SOKENDAI Review of Cultural and Social Studies

ENGLISH SUMMARY

vol.22 (2026)

The Construction and Transformation of the
“Hunter Image” among Taiwan’s Indigenous Peoples:

An Analysis of Hunting Policies from 1945 to 2009

HU Chung Cheng

Department of Regional Studies,
School of Cultural and Social Studies,
The Graduate University for Advanced Studies, SOKENDAI

Key words:

hunter image, Taiwan indigenous peoples, hunting activities, hunting policies

The purposes of this study are to analyze the evolution of laws and judicial decisions governing indigenous hunting practices in post-World War II Taiwan from 1945 to 2009 and to elucidate the transformation process of “hunter images” that the state sought to construct through legal institutions and their impact on cultural practices.

This paper analyzes the content of legal provisions, judicial decisions, and administrative documents based on an analytical framework that traces the transformation of the legal status of indigenous peoples through three phases: specialization, de-specialization, re-specialization. The analysis reveals how the “hunter image” prescribed by laws and court decisions evolved across three distinct periods. Specifically, in the first period (1945–1971), against the backdrop of post-civil war security maintenance and mountain governance, indigenous hunters were positioned as “security maintainers.” In the second period (1972–1993), amid international isolation, economic development, and the global environmental protection movement, they were redefined as “environmental destroyers.” In the third period (1994–2009), with democratization, multiculturalism, and the introduction of international human rights norms, they were further redefined as “natural resource managers.” This paper examines how the idealized “hunter image” constructed by governing authorities in each period reflected the legal status and social positioning of indigenous peoples.

The central argument concerns the qualitative distinction between the two forms of specialization in the first and third periods. While the former treated indigenous peoples as objects to be governed through authoritarian selection, the latter adopted a form that recognized them as rights-holding subjects. However, crucially, this re-specialization also functions as a new form of institutional cultural governance, attempting to confine hunting practices within the framework of desirable hunting culture as defined by the state, academia, and animal protection organizations.

This structural contradiction is exemplified by the paradoxical fact that during 2005–2009 following the enactment of the Indigenous Peoples Basic Law, the annual average number of prosecutions for violations of the Guns and Ammunition Control Act (504 cases) and the Wildlife Conservation Act (136 cases) increased compared to the pre-enactment period (1990–2004), with the former increasing approximately 4-fold and the latter approximately 6-fold.

This study elucidates this structural disjuncture and theoretically demonstrates the limitations of multiculturalism policies. Through this analysis, the Taiwan case provides an important theoretical contribution by revealing the general mechanisms of cultural institutionalization by modern states.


§ What the task asks:
Among the entries below, retype exactly the lines starting with the one with "Image is 532x406 pixels." and going on through the one with "Image is 868x453 pixels.", but not the pictures.

§ Record extracts:
══════════

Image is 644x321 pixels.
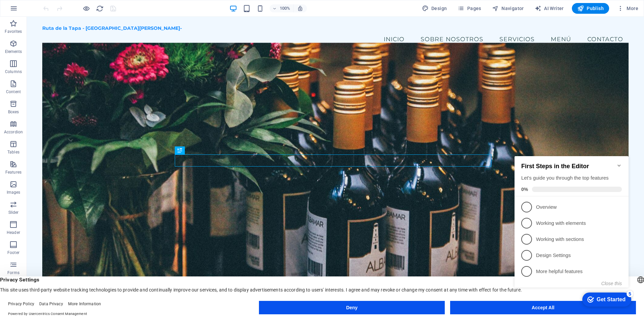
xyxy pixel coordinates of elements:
[3,69,117,85] li: Working with elements
[297,5,303,11] i: On resize automatically adjust zoom level to fit chosen device.
[115,144,121,151] div: 5
[492,5,524,12] span: Navigator
[24,57,105,64] p: Overview
[577,5,604,12] span: Publish
[7,149,19,155] p: Tables
[3,85,117,101] li: Working with sections
[5,170,21,175] p: Features
[24,74,105,80] p: Working with elements
[6,89,21,95] p: Content
[24,122,105,129] p: More helpful features
[24,105,105,113] p: Design Settings
[614,3,641,14] button: More
[422,5,447,12] span: Design
[617,5,638,12] span: More
[5,29,22,34] p: Favorites
[9,210,19,216] p: Slider
[532,3,566,14] button: AI Writer
[3,52,117,69] li: Overview
[419,3,450,14] div: Design (Ctrl+Alt+Y)
[269,5,293,13] button: 100%
[96,5,103,13] button: reload
[85,150,113,157] div: Get Started
[82,5,90,13] button: Click here to leave preview mode and continue editing
[572,3,609,14] button: Publish
[90,135,110,140] button: Close this
[8,109,19,115] p: Boxes
[5,49,22,54] p: Elements
[9,28,110,35] div: Let's guide you through the top features
[96,5,103,13] i: Reload page
[70,146,119,160] div: Get Started 5 items remaining, 0% complete
[9,17,110,23] h2: First Steps in the Editor
[105,17,110,22] div: Minimize checklist
[5,69,22,74] p: Columns
[24,90,105,97] p: Working with sections
[3,101,117,117] li: Design Settings
[9,40,20,46] span: 0%
[458,5,481,12] span: Pages
[280,5,290,13] h6: 100%
[419,3,450,14] button: Design
[7,190,21,195] p: Images
[3,117,117,133] li: More helpful features
[7,250,19,255] p: Footer
[454,3,483,14] button: Pages
[489,3,527,14] button: Navigator
[535,5,564,12] span: AI Writer
[7,230,20,235] p: Header
[4,129,23,135] p: Accordion
[7,270,19,276] p: Forms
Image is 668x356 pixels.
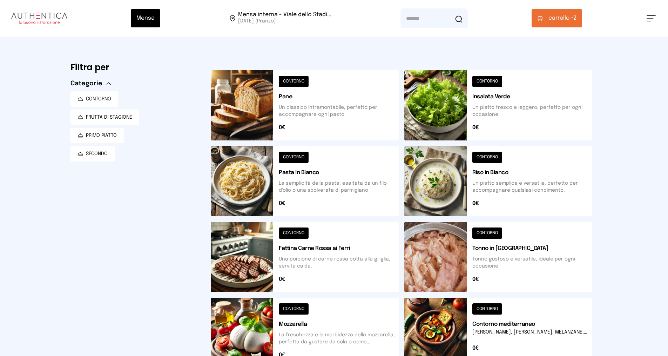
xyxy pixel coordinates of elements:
button: CONTORNO [71,91,118,107]
button: SECONDO [71,146,115,161]
button: Mensa [131,9,160,27]
h6: Filtra per [71,62,200,73]
span: PRIMO PIATTO [86,132,117,139]
span: 2 [549,14,577,22]
span: CONTORNO [86,95,111,102]
span: Viale dello Stadio, 77, 05100 Terni TR, Italia [238,12,332,25]
span: Categorie [71,79,102,88]
span: SECONDO [86,150,108,157]
button: FRUTTA DI STAGIONE [71,109,139,125]
button: Categorie [71,79,111,88]
button: PRIMO PIATTO [71,128,124,143]
button: carrello •2 [532,9,582,27]
img: logo.8f33a47.png [11,13,67,24]
span: carrello • [549,14,574,22]
span: FRUTTA DI STAGIONE [86,114,132,121]
span: [DATE] (Pranzo) [238,18,332,25]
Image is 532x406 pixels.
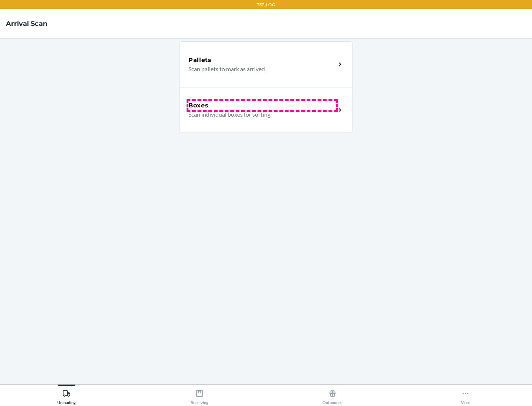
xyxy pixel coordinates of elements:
[180,41,353,87] a: PalletsScan pallets to mark as arrived
[266,385,399,405] button: Outbounds
[6,19,47,28] h4: Arrival Scan
[189,101,209,110] h5: Boxes
[399,385,532,405] button: More
[189,110,330,119] p: Scan individual boxes for sorting
[191,386,208,405] div: Receiving
[322,386,343,405] div: Outbounds
[133,385,266,405] button: Receiving
[461,386,470,405] div: More
[257,1,275,8] p: TST_LOG
[57,386,76,405] div: Unloading
[189,65,330,73] p: Scan pallets to mark as arrived
[189,56,212,65] h5: Pallets
[180,87,353,133] a: BoxesScan individual boxes for sorting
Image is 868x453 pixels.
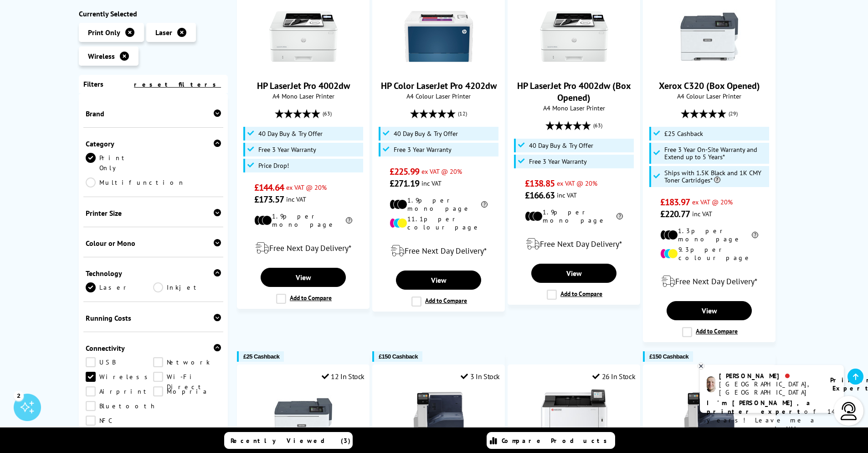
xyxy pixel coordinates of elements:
span: £220.77 [660,208,690,220]
div: Running Costs [86,313,221,323]
div: 26 In Stock [592,372,636,381]
div: [GEOGRAPHIC_DATA], [GEOGRAPHIC_DATA] [720,380,819,397]
label: Add to Compare [276,294,332,304]
a: View [532,264,616,283]
span: Compare Products [502,436,612,445]
span: Print Only [88,28,120,37]
span: £150 Cashback [379,353,418,360]
a: Recently Viewed (3) [224,432,353,449]
a: Xerox C320 (Box Opened) [659,80,761,92]
div: Brand [86,109,221,118]
span: inc VAT [422,179,442,187]
span: inc VAT [286,194,306,203]
span: £173.57 [254,194,284,206]
span: £25 Cashback [664,130,704,138]
a: HP Color LaserJet Pro 4202dw [405,63,473,73]
span: 40 Day Buy & Try Offer [258,130,323,138]
div: 12 In Stock [321,372,365,381]
img: user-headset-light.svg [840,402,859,421]
span: £150 Cashback [649,353,689,360]
span: ex VAT @ 20% [557,179,598,187]
a: Multifunction [86,178,185,187]
img: HP LaserJet Pro 4002dw (Box Opened) [540,2,608,70]
img: Xerox C320 (Box Opened) [675,2,744,70]
a: Inkjet [153,282,221,293]
span: Free 3 Year Warranty [258,146,317,153]
a: Bluetooth [86,401,157,411]
span: 40 Day Buy & Try Offer [529,142,593,149]
span: 40 Day Buy & Try Offer [394,130,458,138]
span: Price Drop! [258,162,289,169]
div: modal_delivery [648,269,771,294]
span: Free 3 Year Warranty [394,146,452,153]
a: HP LaserJet Pro 4002dw [257,80,350,92]
span: (63) [323,105,332,123]
label: Add to Compare [682,327,738,338]
span: £166.63 [525,190,554,202]
a: Xerox C320 (Box Opened) [675,63,744,73]
p: of 14 years! Leave me a message and I'll respond ASAP [707,398,837,442]
span: inc VAT [557,191,577,199]
div: 3 In Stock [460,372,500,381]
a: Wireless [86,372,153,382]
li: 9.3p per colour page [660,246,758,262]
a: Airprint [86,387,153,397]
span: £144.64 [254,182,284,194]
span: A4 Colour Laser Printer [648,92,771,100]
span: Recently Viewed (3) [231,436,351,445]
b: I'm [PERSON_NAME], a printer expert [707,398,814,416]
span: A4 Mono Laser Printer [513,104,636,112]
span: ex VAT @ 20% [286,183,327,191]
a: Laser [86,282,153,293]
div: [PERSON_NAME] [720,372,819,380]
span: £183.97 [660,196,690,208]
span: (63) [593,117,603,134]
div: Category [86,139,221,149]
a: NFC [86,416,153,425]
img: HP LaserJet Pro 4002dw [269,2,338,70]
li: 11.1p per colour page [389,215,488,232]
a: reset filters [134,81,221,89]
span: A4 Colour Laser Printer [378,92,500,100]
button: £150 Cashback [643,351,693,362]
a: Compare Products [487,432,615,449]
a: View [396,270,481,289]
span: £225.99 [389,166,419,178]
span: £138.85 [525,178,554,190]
a: View [261,268,345,287]
a: USB [86,357,153,368]
label: Add to Compare [411,296,468,307]
a: HP LaserJet Pro 4002dw [269,63,338,73]
li: 1.3p per mono page [660,227,758,243]
span: Free 3 Year On-Site Warranty and Extend up to 5 Years* [664,146,768,160]
li: 1.9p per mono page [389,196,488,213]
a: HP LaserJet Pro 4002dw (Box Opened) [540,63,608,73]
span: Laser [156,28,172,37]
label: Add to Compare [547,289,603,300]
button: £25 Cashback [237,351,284,362]
span: ex VAT @ 20% [693,198,733,206]
a: Wi-Fi Direct [153,372,221,382]
a: Network [153,357,221,368]
div: Technology [86,269,221,277]
img: HP Color LaserJet Pro 4202dw [405,2,473,70]
li: 1.9p per mono page [254,212,352,228]
li: 1.9p per mono page [525,208,623,225]
a: HP LaserJet Pro 4002dw (Box Opened) [517,80,631,104]
span: Free 3 Year Warranty [529,158,587,165]
div: Connectivity [86,344,221,353]
span: (29) [729,105,738,123]
span: £25 Cashback [243,353,280,360]
div: Currently Selected [79,9,228,18]
span: Wireless [88,51,115,61]
div: Printer Size [86,209,221,217]
span: (12) [458,105,468,123]
span: £271.19 [389,178,419,190]
div: modal_delivery [378,238,500,264]
a: View [667,301,752,320]
span: ex VAT @ 20% [422,167,462,176]
div: 2 [13,391,24,401]
img: ashley-livechat.png [707,376,716,392]
div: Colour or Mono [86,239,221,247]
button: £150 Cashback [373,351,423,362]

══════════

§ Task solution:
Image is 532x406 pixels.
xyxy pixel coordinates of elements:
[180,41,353,87] a: PalletsScan pallets to mark as arrived
[266,385,399,405] button: Outbounds
[6,19,47,28] h4: Arrival Scan
[189,101,209,110] h5: Boxes
[399,385,532,405] button: More
[189,110,330,119] p: Scan individual boxes for sorting
[191,386,208,405] div: Receiving
[322,386,343,405] div: Outbounds
[133,385,266,405] button: Receiving
[461,386,470,405] div: More
[257,1,275,8] p: TST_LOG
[57,386,76,405] div: Unloading
[189,65,330,73] p: Scan pallets to mark as arrived
[189,56,212,65] h5: Pallets
[180,87,353,133] a: BoxesScan individual boxes for sorting
Image is 868x453 pixels.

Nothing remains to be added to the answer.